Turning point: The API revolution comes to insurance technology

A tipping point is near, as all players managing healthcare benefits seek to makes changes to elevate efficiency in enrollment and ascertaining eligibility.



We expect to see significant improvements this year in how the health insurance industry handles enrollment and eligibility data for employer-sponsored benefits.

This is important because nearly half of Americans have these types of benefits packages, including healthcare, dental, vision and more. And a tech upgrade is likely to bring advancements and innovation that will help people better understand and use these benefits to their fullest to enhance individual and population health, as well as reduce our nation’s healthcare costs.

The slow-motion revolution that has been underway in health insurance data management will pick up steam this year. And it must – for years, the status quo has been viewed to “work.” With 2023 bringing forward massive artificial intelligence advancements with OpenAI’s launch of ChatGPT,  the decades-old tech entrenched in the insurance benefits industry – electronic data interchange, email, faxes and manual data entry – now appears even older than before.

The health insurance benefits infrastructure is beyond ripe for an upgrade.

Many factors are pushing carriers and benefits administrators toward API-based technology that delivers improved experiences in managing the enrollment and eligibility process – not only for them, but for plan members, brokers and HR teams at employers. All the players in the benefits ecosystem are sure to benefit from the upgrade.

Sometimes, new technology takes an industry by storm. One day, every company is using A then, seemingly overnight, B replaces A, and everyone is left wondering why they didn’t make the move sooner. In other cases, the new technology takes over gradually, inevitably hitting the tipping point of mass adoption. The slower approach has been the case in the insurance benefits industry.

The reasons for the gradual conversion to APIs are many. Companies are invested in their legacy systems and may not have the budget or IT resources to replace them. Corporate inertia makes it easier to stick with the familiar even when a better alternative is available. Being an early adopter can appear risky. Many companies don’t have an API strategy or roadmap.

But carriers are increasingly switching to API technology because it provides an immediate return on the investment and gives them an edge in a competitive marketplace.

Below are some of the factors that will accelerate API adoption:

Employer emphasis on budget   

To no one’s surprise, health plans are costing employers more this year; an additional 5.4 percent to 8.5 percent, depending on the source. As a result, businesses are scrambling to control costs while remaining competitive on benefits and out-of-pocket expenses for their associates.

Automation brings cost reduction. The greatest improvements in efficiency and performance for benefit administrators and carriers can be realized through automation of repetitive tasks and the current system’s high-touch processes.

That’s why employers will look to reduce costs by demanding better efficiency in the administration of their benefit plans. In fact, employers will place a greater priority on the digital capabilities of benefits technology.

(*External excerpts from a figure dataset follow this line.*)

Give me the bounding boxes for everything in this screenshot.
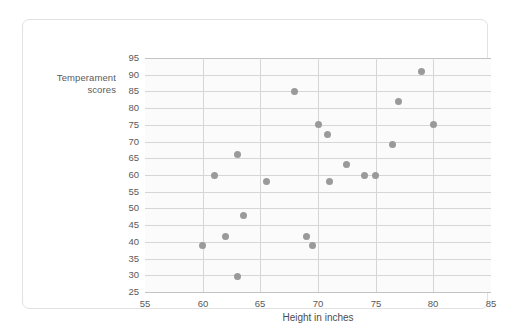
y-axis-tick-label: 80 [115,102,139,113]
x-axis-tick-label: 85 [476,298,506,309]
gridline-vertical [260,58,261,292]
scatter-point [199,242,206,249]
scatter-point [211,172,218,179]
scatter-point [361,172,368,179]
scatter-point [430,121,437,128]
y-axis-tick-label: 55 [115,186,139,197]
y-axis-tick-label: 70 [115,136,139,147]
gridline-vertical [433,58,434,292]
scatter-point [240,212,247,219]
y-axis-tick-label: 60 [115,169,139,180]
x-axis-tick-label: 75 [361,298,391,309]
y-axis-tick-label: 75 [115,119,139,130]
x-axis-tick-label: 80 [418,298,448,309]
y-axis-tick-label: 45 [115,219,139,230]
scatter-point [234,273,241,280]
scatter-point [418,68,425,75]
y-axis-tick-label: 30 [115,269,139,280]
scatter-point [263,178,270,185]
scatter-point [291,88,298,95]
x-axis-tick-label: 65 [245,298,275,309]
scatter-point [389,141,396,148]
y-axis-tick-label: 35 [115,253,139,264]
y-axis-tick-label: 90 [115,69,139,80]
scatter-point [395,98,402,105]
x-axis-tick-label: 60 [188,298,218,309]
y-axis-tick-label: 95 [115,52,139,63]
scatter-point [303,233,310,240]
y-axis-tick-label: 65 [115,152,139,163]
y-axis-tick-label: 50 [115,202,139,213]
scatter-point [222,233,229,240]
scatter-point [343,161,350,168]
y-axis-tick-label: 85 [115,85,139,96]
scatter-point [315,121,322,128]
y-axis-tick-label: 25 [115,286,139,297]
scatter-point [326,178,333,185]
y-axis-tick-label: 40 [115,236,139,247]
x-axis-tick-label: 55 [130,298,160,309]
x-axis-tick-label: 70 [303,298,333,309]
scatter-point [309,242,316,249]
scatter-point [372,172,379,179]
gridline-horizontal [145,292,491,293]
x-axis-title: Height in inches [145,312,491,323]
gridline-vertical [318,58,319,292]
chart-card: Temperament scores 253035404550556065707… [22,19,488,309]
scatter-point [324,131,331,138]
gridline-vertical [203,58,204,292]
scatter-plot-area: 2530354045505560657075808590955560657075… [145,58,491,292]
y-axis-title: Temperament scores [31,72,116,96]
y-axis-title-line-1: Temperament [31,72,116,84]
y-axis-title-line-2: scores [31,84,116,96]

That emphasis will power the move to automation, with 79 percent of employers planning to invest more in benefits technology.

This will affect the role of the broker, too. They will be expected to be familiar with carriers’ enrollment technology and able to advise employer clients where technology can drive efficiency accordingly.

Clarity for members

Consumers are confused about health insurance: how to choose plans, coverage, how much it costs and why claims are denied. Many benefit administrators share their frustration. The industry is belatedly responding to their concerns with cleaner and more accessible data, as well as useful decision support tools and navigation software as part of the employers’ benefit technology stack.

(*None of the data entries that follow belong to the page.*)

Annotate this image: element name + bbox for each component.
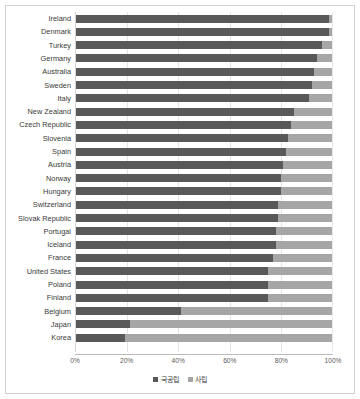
bar-segment-private xyxy=(268,294,332,302)
bar-segment-public xyxy=(76,68,314,76)
category-label-korea: Korea xyxy=(51,331,71,344)
bar-segment-private xyxy=(291,121,332,129)
bar-row: France xyxy=(76,251,332,264)
legend-swatch-private-icon xyxy=(188,377,193,382)
category-label-italy: Italy xyxy=(57,92,71,105)
bar-segment-public xyxy=(76,227,276,235)
bar-segment-public xyxy=(76,108,294,116)
x-tick-label: 80% xyxy=(275,357,288,364)
bar-segment-private xyxy=(329,28,332,36)
bar-row: Australia xyxy=(76,65,332,78)
bar-segment-private xyxy=(276,227,332,235)
bar-row: Italy xyxy=(76,92,332,105)
bar-row: Spain xyxy=(76,145,332,158)
bar-segment-private xyxy=(276,241,332,249)
legend-item-public: 국공립 xyxy=(153,374,179,384)
bar-segment-public xyxy=(76,294,268,302)
bar-segment-private xyxy=(286,148,332,156)
bar-segment-public xyxy=(76,28,329,36)
stacked-bar xyxy=(76,334,332,342)
bar-segment-private xyxy=(322,41,332,49)
bar-segment-public xyxy=(76,148,286,156)
bar-segment-private xyxy=(314,68,332,76)
bar-segment-public xyxy=(76,134,288,142)
bar-segment-public xyxy=(76,254,273,262)
stacked-bar xyxy=(76,81,332,89)
bar-row: Japan xyxy=(76,318,332,331)
bar-segment-private xyxy=(294,108,332,116)
x-axis: 0%20%40%60%80%100% xyxy=(75,354,333,366)
chart-frame: IrelandDenmarkTurkeyGermanyAustraliaSwed… xyxy=(5,5,355,394)
category-label-sweden: Sweden xyxy=(44,79,71,92)
bar-segment-public xyxy=(76,81,312,89)
category-label-new-zealand: New Zealand xyxy=(27,105,71,118)
bar-segment-public xyxy=(76,15,329,23)
bar-row: New Zealand xyxy=(76,105,332,118)
category-label-spain: Spain xyxy=(52,145,71,158)
bar-row: Ireland xyxy=(76,12,332,25)
bar-row: Turkey xyxy=(76,39,332,52)
stacked-bar xyxy=(76,267,332,275)
bar-segment-private xyxy=(283,161,332,169)
category-label-czech-republic: Czech Republic xyxy=(19,118,71,131)
bar-row: Slovak Republic xyxy=(76,212,332,225)
bar-segment-private xyxy=(125,334,332,342)
stacked-bar xyxy=(76,41,332,49)
bar-segment-private xyxy=(130,320,332,328)
chart-legend: 국공립 사립 xyxy=(6,374,354,384)
stacked-bar xyxy=(76,28,332,36)
stacked-bar xyxy=(76,174,332,182)
x-tick-label: 40% xyxy=(172,357,185,364)
category-label-france: France xyxy=(48,251,71,264)
stacked-bar xyxy=(76,54,332,62)
category-label-ireland: Ireland xyxy=(48,12,71,25)
stacked-bar xyxy=(76,187,332,195)
bar-row: Belgium xyxy=(76,305,332,318)
bar-segment-private xyxy=(288,134,332,142)
stacked-bar xyxy=(76,241,332,249)
bar-row: Germany xyxy=(76,52,332,65)
category-label-norway: Norway xyxy=(46,172,71,185)
category-label-turkey: Turkey xyxy=(49,39,71,52)
bar-row: Hungary xyxy=(76,185,332,198)
bar-segment-public xyxy=(76,320,130,328)
category-label-slovak-republic: Slovak Republic xyxy=(18,212,71,225)
bar-segment-public xyxy=(76,214,278,222)
bar-segment-public xyxy=(76,334,125,342)
stacked-bar xyxy=(76,94,332,102)
x-tick-label: 60% xyxy=(223,357,236,364)
bar-segment-private xyxy=(312,81,332,89)
category-label-denmark: Denmark xyxy=(41,25,71,38)
bar-segment-private xyxy=(329,15,332,23)
stacked-bar xyxy=(76,320,332,328)
bar-row: United States xyxy=(76,265,332,278)
bar-segment-public xyxy=(76,41,322,49)
legend-label-private: 사립 xyxy=(195,374,207,384)
bar-segment-public xyxy=(76,54,317,62)
bar-row: Korea xyxy=(76,331,332,344)
bar-row: Portugal xyxy=(76,225,332,238)
stacked-bar xyxy=(76,121,332,129)
stacked-bar xyxy=(76,294,332,302)
stacked-bar xyxy=(76,201,332,209)
bar-segment-private xyxy=(281,187,332,195)
stacked-bar xyxy=(76,227,332,235)
bar-segment-public xyxy=(76,241,276,249)
bar-segment-public xyxy=(76,307,181,315)
bar-segment-private xyxy=(268,281,332,289)
category-label-iceland: Iceland xyxy=(47,238,71,251)
legend-swatch-public-icon xyxy=(153,377,158,382)
bar-segment-public xyxy=(76,94,309,102)
bar-row: Austria xyxy=(76,158,332,171)
bar-row: Norway xyxy=(76,172,332,185)
category-label-portugal: Portugal xyxy=(43,225,71,238)
stacked-bar xyxy=(76,15,332,23)
bar-segment-private xyxy=(268,267,332,275)
bar-segment-public xyxy=(76,281,268,289)
stacked-bar xyxy=(76,307,332,315)
bar-segment-private xyxy=(317,54,332,62)
bar-row: Sweden xyxy=(76,79,332,92)
category-label-switzerland: Switzerland xyxy=(33,198,71,211)
category-label-japan: Japan xyxy=(51,318,71,331)
bar-row: Iceland xyxy=(76,238,332,251)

The new priority on providing a better experience for employers and employee members is another reason more carriers will abandon their inefficient EDI-based systems in favor of faster and more capable API-powered systems.

A demand for interoperability

According to a recent JD Power Insurance Intelligence Report, experts predict that insurance carriers will look to automation and “interaction” technology to offset the rising premium costs in 2024.

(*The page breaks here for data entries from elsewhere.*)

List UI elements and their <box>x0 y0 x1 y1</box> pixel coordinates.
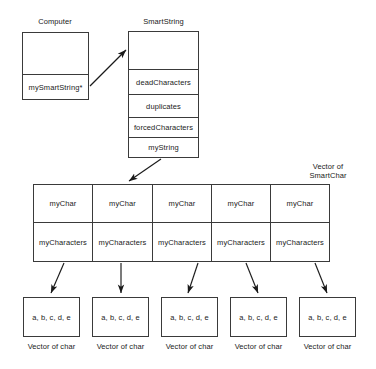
arrow-mystring-to-smartchar-vector <box>129 159 161 181</box>
smartchar-cell-mychar-4: myChar <box>271 184 330 223</box>
smartchar-cell-mychar-2: myChar <box>153 184 212 223</box>
smartstring-cell-mystring: myString <box>128 138 199 158</box>
char-vector-caption-3: Vector of char <box>223 342 294 352</box>
smartstring-cell-duplicates: duplicates <box>128 95 199 118</box>
char-vector-caption-0: Vector of char <box>16 342 87 352</box>
smartstring-cell-deadcharacters: deadCharacters <box>128 70 199 95</box>
char-vector-box-1: a, b, c, d, e <box>92 297 149 337</box>
smartchar-cell-mycharacters-2: myCharacters <box>153 223 212 262</box>
arrow-mycharacters-2-to-char-vector-2 <box>188 263 198 293</box>
smartstring-cell-forcedcharacters: forcedCharacters <box>128 118 199 138</box>
smartchar-cell-mycharacters-1: myCharacters <box>93 223 153 262</box>
char-vector-box-4: a, b, c, d, e <box>299 297 356 337</box>
computer-empty-cell <box>22 32 89 75</box>
smartchar-cell-mycharacters-0: myCharacters <box>33 223 93 262</box>
char-vector-box-2: a, b, c, d, e <box>161 297 218 337</box>
char-vector-caption-1: Vector of char <box>85 342 156 352</box>
smartchar-cell-mychar-3: myChar <box>212 184 271 223</box>
arrow-mycharacters-4-to-char-vector-4 <box>315 263 327 293</box>
char-vector-caption-2: Vector of char <box>154 342 225 352</box>
smartchar-cell-mychar-1: myChar <box>93 184 153 223</box>
smartstring-label: SmartString <box>128 17 199 27</box>
computer-mysmartstring-pointer-cell: mySmartString* <box>22 75 89 100</box>
uml-object-diagram: Computer mySmartString* SmartString dead… <box>0 0 376 369</box>
char-vector-box-3: a, b, c, d, e <box>230 297 287 337</box>
smartstring-cell-empty <box>128 31 199 70</box>
arrow-pointer-to-smartstring <box>90 50 126 86</box>
vector-of-smartchar-label-line2: SmartChar <box>298 171 358 181</box>
smartchar-cell-mychar-0: myChar <box>33 184 93 223</box>
arrow-mycharacters-0-to-char-vector-0 <box>51 263 64 293</box>
smartchar-cell-mycharacters-4: myCharacters <box>271 223 330 262</box>
arrow-mycharacters-3-to-char-vector-3 <box>246 263 258 293</box>
smartchar-cell-mycharacters-3: myCharacters <box>212 223 271 262</box>
char-vector-box-0: a, b, c, d, e <box>23 297 80 337</box>
computer-label: Computer <box>22 17 88 27</box>
char-vector-caption-4: Vector of char <box>292 342 363 352</box>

Today, a diagram of the health insurance industry, its clients and vendors would show a lot of straight lines connecting only two companies. For a long time, partnerships in this sector have required custom solutions that are one-to-one, human resource intensive and one-way, batched processed data exchanges. The relationship might work for the two firms involved, but it makes it difficult to achieve interoperability across the entire ecosystem of partners, which all must work together to execute benefits enrollment, eligibility and seamless benefits use by members. 

Instead of straight lines that don’t intersect, the diagram should resemble a spider web network with multiple intersecting strands, each capable of transmitting accurate data to where it’s needed, quickly and without interruption.

This year, we expect more carriers and benefit administrators will help build that network by making real-time connectivity and interoperability a priority. They will abandon inefficient one-to-one strands in favor of an expansive, API-powered ecosystem that enables real-time data transmission and management.

To make that ecosystem work, there will be greater emphasis on keeping benefits data clean, organized, synchronized and accessible among partners.

Everyone who works in health insurance knows it’s slow to change, particularly compared with other industries. The tipping point will be achieved when more players make the switch to API-based technology. Each conversion will push that company’s partners to follow suit until it becomes the new industry standard.

Gary Davis is national practice leader at Noyo, where he leads digital transformation efforts. He has nearly three decades of experience driving innovation through the insurance benefits ecosystem.